Selected reaction monitoring

[1] A general case of SRM can be represented by where the precursor ion ABCD+ is selected by the first stage of mass spectrometry (MS1), dissociates into molecule AB and product ion CD+, and the latter is selected by the second stage of mass spectrometry (MS2) and detected.

[2] Consecutive reaction monitoring (CRM) is the serial application of three or more stages of mass spectrometry to SRM, represented in a simple case by where ABCD+ is selected by MS1, dissociates into molecule AB and ion CD+.

[6] Following ionization in, for example, an electrospray source, a peptide precursor is first isolated to obtain a substantial ion population of mostly the intended species.

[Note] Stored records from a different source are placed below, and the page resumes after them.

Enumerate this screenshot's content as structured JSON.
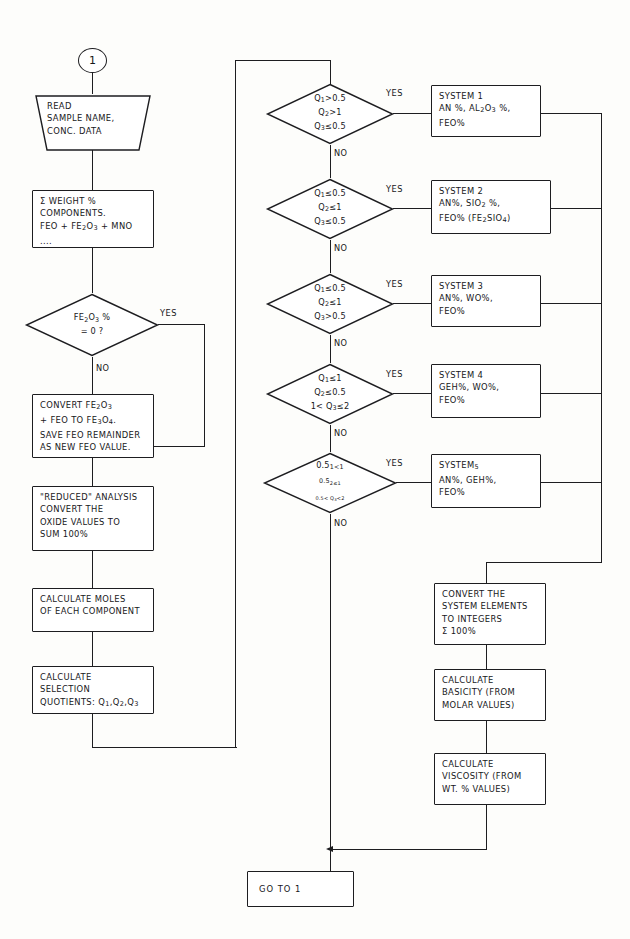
{
  "diagram": {
    "ink_color": "#1d1d20",
    "paper_color": "#fdfdfb"
  },
  "connector": {
    "start_label": "1"
  },
  "left_column": {
    "input": {
      "line1": "READ",
      "line2": "SAMPLE NAME,",
      "line3": "CONC. DATA",
      "text": "READ\nSAMPLE NAME,\nCONC. DATA"
    },
    "sum_weight": {
      "text": "Σ WEIGHT %\nCOMPONENTS.\nFeO + Fe2O3 + MnO ...."
    },
    "decision_fe2o3": {
      "text": "Fe2O3 %\n= 0 ?"
    },
    "convert_fe3o4": {
      "text": "CONVERT Fe2O3\n+ FeO TO Fe3O4.\nSAVE FeO REMAINDER\nAS NEW FeO VALUE."
    },
    "reduced_analysis": {
      "text": "\"REDUCED\" ANALYSIS\nCONVERT THE\nOXIDE VALUES TO\nSUM 100%"
    },
    "calculate_moles": {
      "text": "CALCULATE MOLES\nOF EACH COMPONENT"
    },
    "calculate_quotients": {
      "text": "CALCULATE\nSELECTION\nQUOTIENTS: Q1,Q2,Q3"
    }
  },
  "decisions": [
    {
      "id": "d1",
      "text": "Q1>0.5\nQ2>1\nQ3≤0.5",
      "yes_label": "YES",
      "no_label": "NO"
    },
    {
      "id": "d2",
      "text": "Q1≤0.5\nQ2≤1\nQ3≤0.5",
      "yes_label": "YES",
      "no_label": "NO"
    },
    {
      "id": "d3",
      "text": "Q1≤0.5\nQ2≤1\nQ3>0.5",
      "yes_label": "YES",
      "no_label": "NO"
    },
    {
      "id": "d4",
      "text": "Q1≤1\nQ2≤0.5\n1< Q3≤2",
      "yes_label": "YES",
      "no_label": "NO"
    },
    {
      "id": "d5",
      "text": "0.5<Q1<1\n0.5<Q2≤1\n0.5< Q3<2",
      "yes_label": "YES",
      "no_label": "NO"
    }
  ],
  "systems": [
    {
      "id": "s1",
      "text": "SYSTEM 1\nAN %, Al2O3 %,\nFeO%"
    },
    {
      "id": "s2",
      "text": "SYSTEM 2\nAN%, SiO2 %,\nFeO%   (Fe2SiO4)"
    },
    {
      "id": "s3",
      "text": "SYSTEM 3\nAN%, WO%,\nFeO%"
    },
    {
      "id": "s4",
      "text": "SYSTEM 4\nGEH%, WO%,\nFeO%"
    },
    {
      "id": "s5",
      "text": "SYSTEM5\nAN%, GEH%,\nFeO%"
    }
  ],
  "right_column": {
    "convert_integers": {
      "text": "CONVERT THE\nSYSTEM ELEMENTS\nTO INTEGERS\nΣ 100%"
    },
    "calculate_basicity": {
      "text": "CALCULATE\nBASICITY (FROM\nMOLAR VALUES)"
    },
    "calculate_viscosity": {
      "text": "CALCULATE\nVISCOSITY (FROM\nWT. % VALUES)"
    }
  },
  "terminator": {
    "text": "GO TO  1"
  }
}
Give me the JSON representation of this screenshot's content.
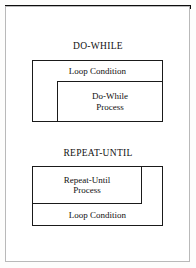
{
  "figure": {
    "background_color": "#ffffff",
    "line_color": "#1a1a1a",
    "rule_color": "#0d0d0d",
    "frame_color": "#b9b9b9"
  },
  "sections": [
    {
      "title": "DO-WHILE",
      "condition_label": "Loop Condition",
      "process_line1": "Do-While",
      "process_line2": "Process",
      "order": "condition-first"
    },
    {
      "title": "REPEAT-UNTIL",
      "condition_label": "Loop Condition",
      "process_line1": "Repeat-Until",
      "process_line2": "Process",
      "order": "process-first"
    }
  ]
}
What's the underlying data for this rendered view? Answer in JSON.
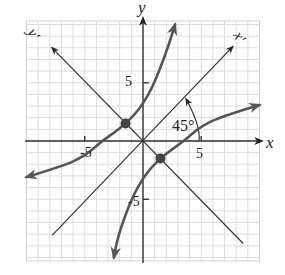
{
  "chart_data": {
    "type": "line",
    "title": "",
    "xlabel": "x",
    "ylabel": "y",
    "rotated_axes": {
      "x_prime_label": "x'",
      "y_prime_label": "y'",
      "rotation_label": "45°",
      "rotation_degrees": 45
    },
    "xlim": [
      -10,
      10
    ],
    "ylim": [
      -10.3,
      10.3
    ],
    "grid": true,
    "x_ticks": [
      {
        "value": -5,
        "label": "-5"
      },
      {
        "value": 5,
        "label": "5"
      }
    ],
    "y_ticks": [
      {
        "value": 5,
        "label": "5"
      },
      {
        "value": -5,
        "label": "-5"
      }
    ],
    "x_prime_axis": {
      "from": [
        -7.8,
        -8.1
      ],
      "to": [
        7.7,
        8.1
      ]
    },
    "y_prime_axis": {
      "from": [
        8.6,
        -8.8
      ],
      "to": [
        -7.8,
        8.0
      ]
    },
    "series": [
      {
        "name": "hyperbola-branch-upper",
        "points": [
          [
            -10,
            -3.1
          ],
          [
            -7,
            -2.2
          ],
          [
            -5,
            -1.3
          ],
          [
            -3.5,
            0
          ],
          [
            -2.5,
            0.7
          ],
          [
            -1.5,
            1.5
          ],
          [
            -0.7,
            2.3
          ],
          [
            0,
            3.2
          ],
          [
            0.8,
            4.6
          ],
          [
            1.5,
            6.3
          ],
          [
            2.2,
            8.2
          ],
          [
            2.75,
            10
          ]
        ]
      },
      {
        "name": "hyperbola-branch-lower",
        "points": [
          [
            10,
            3.1
          ],
          [
            7,
            2.2
          ],
          [
            5,
            1.3
          ],
          [
            3.5,
            0
          ],
          [
            2.5,
            -0.7
          ],
          [
            1.5,
            -1.5
          ],
          [
            0.7,
            -2.3
          ],
          [
            0,
            -3.2
          ],
          [
            -0.8,
            -4.6
          ],
          [
            -1.5,
            -6.3
          ],
          [
            -2.2,
            -8.4
          ],
          [
            -2.5,
            -10
          ]
        ]
      }
    ],
    "vertices": [
      [
        -1.5,
        1.5
      ],
      [
        1.5,
        -1.5
      ]
    ]
  }
}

Using isotopic labeling with heavy-labeled (e.g., D, 13C, or 15N) peptides to a complex matrix as concentration standards, SRM can be used to construct a calibration curve that can provide the absolute quantification (i.e., copy number per cell) of the native, light peptide, and by extension, its parent protein.

[9] In 2017, SRM has been developed to be a highly sensitive and reproducible mass spectrometry-based protein targeted detection platform (entitled "SAFE-SRM"), and it has been demonstrated that the SRM-based new pipeline has major advantages in clinical proteomics applications over traditional SRM pipelines, and it has demonstrated a dramatically improved diagnostic performance over that from antibody-based protein biomarker diagnostic methods, such as ELISA.

In selected reaction monitoring, the mass selection stage MS1 selects precursor ions that undergo fragmentation followed by product ion selection in the MS2 stage. Additional stages of selection and fragmentation can be performed.